WHAT TO WORK ON: All that should be output is the block of lines below from the line with "You are a GUI" to the line with "This screenshot has", both included, exactly as written.

##### RECORD EXCERPTS #####

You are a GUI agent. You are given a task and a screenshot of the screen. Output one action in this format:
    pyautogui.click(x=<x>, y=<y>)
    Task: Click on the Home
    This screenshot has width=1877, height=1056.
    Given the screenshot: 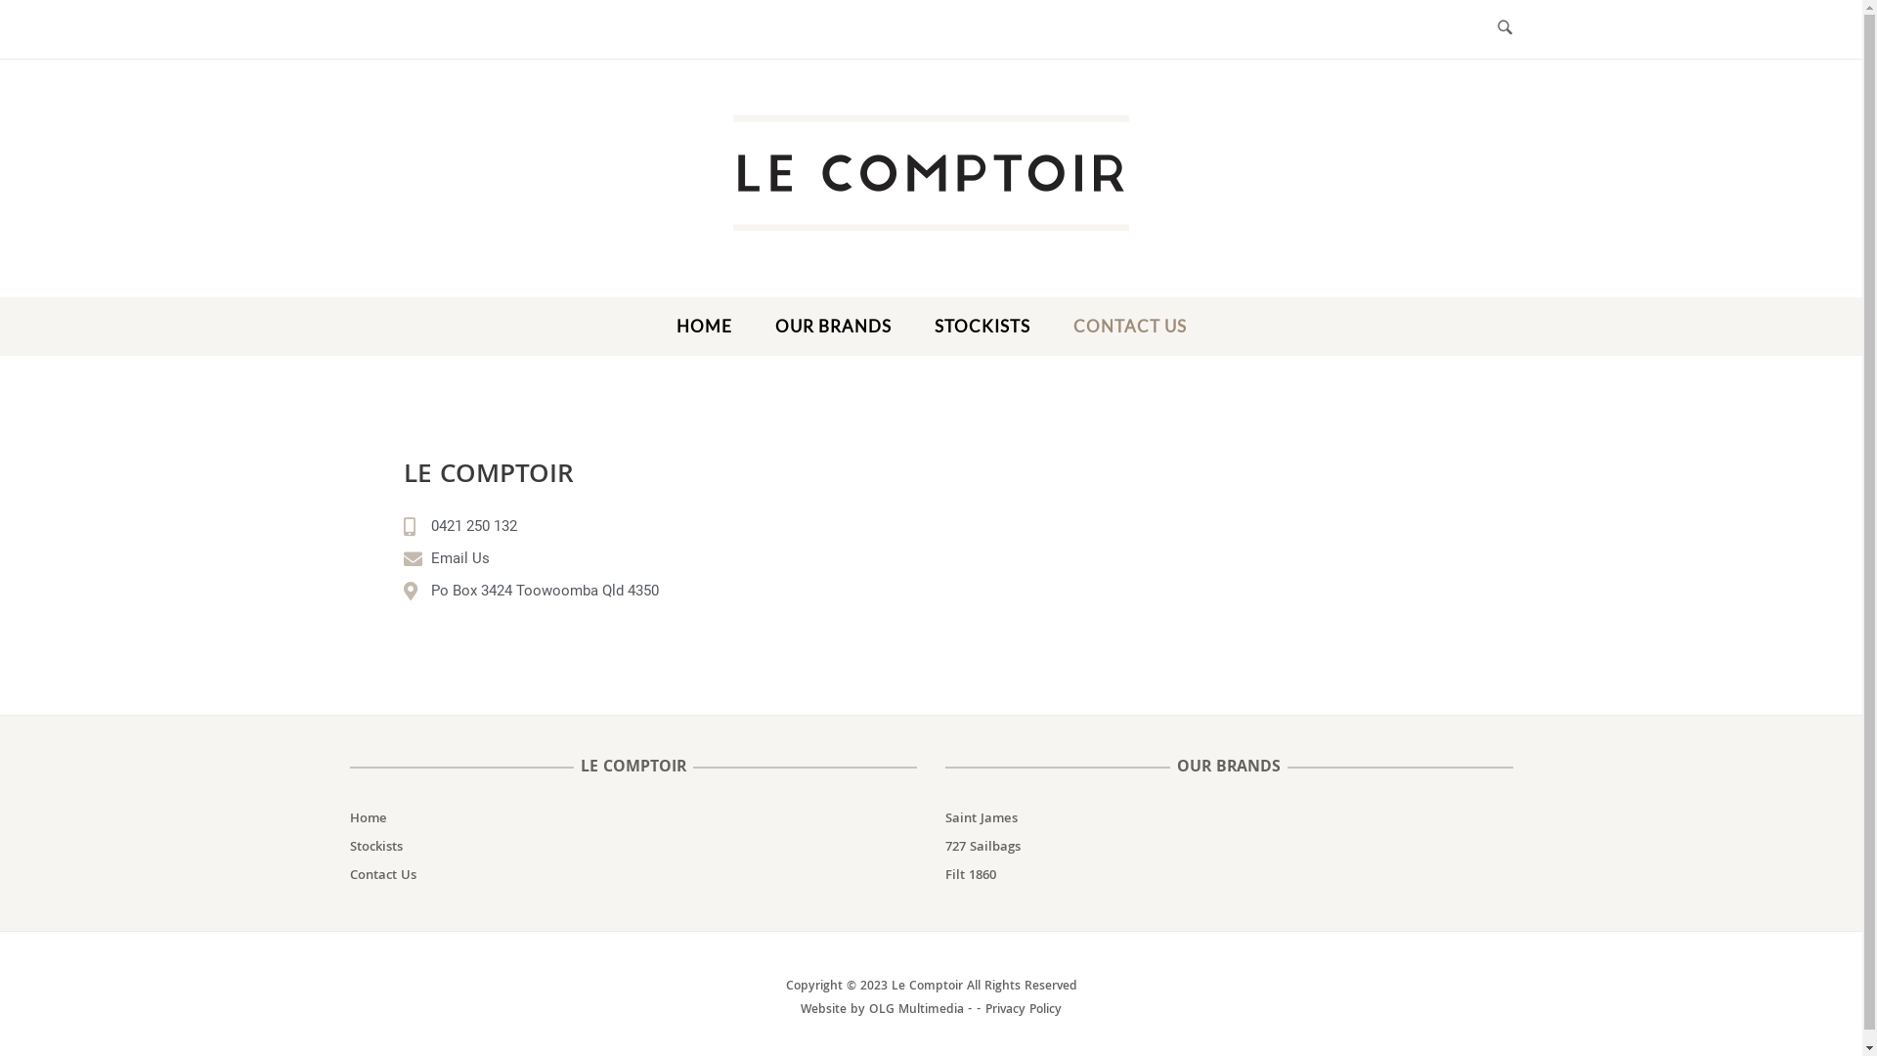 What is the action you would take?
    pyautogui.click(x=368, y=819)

#####
##### RECORD EXCERPTS #####

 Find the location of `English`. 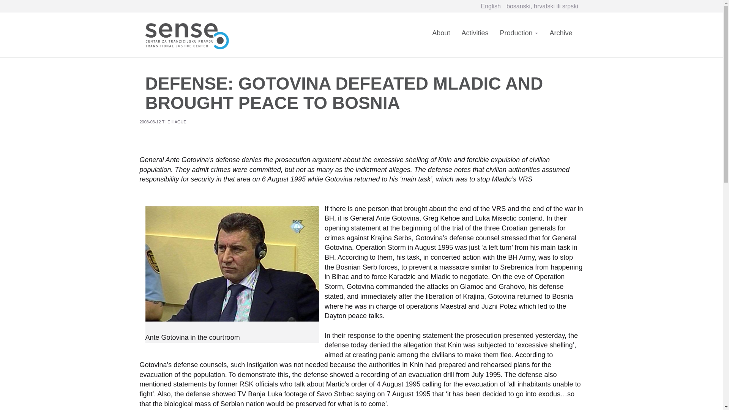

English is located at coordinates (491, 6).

#####

EXERCISE RESPONSE:
You are a GUI agent. You are given a task and a screenshot of the screen. Output one action in this format:
    pyautogui.click(x=<x>, y=<y>)
    Task: Click on the Home
    This screenshot has width=1877, height=1056.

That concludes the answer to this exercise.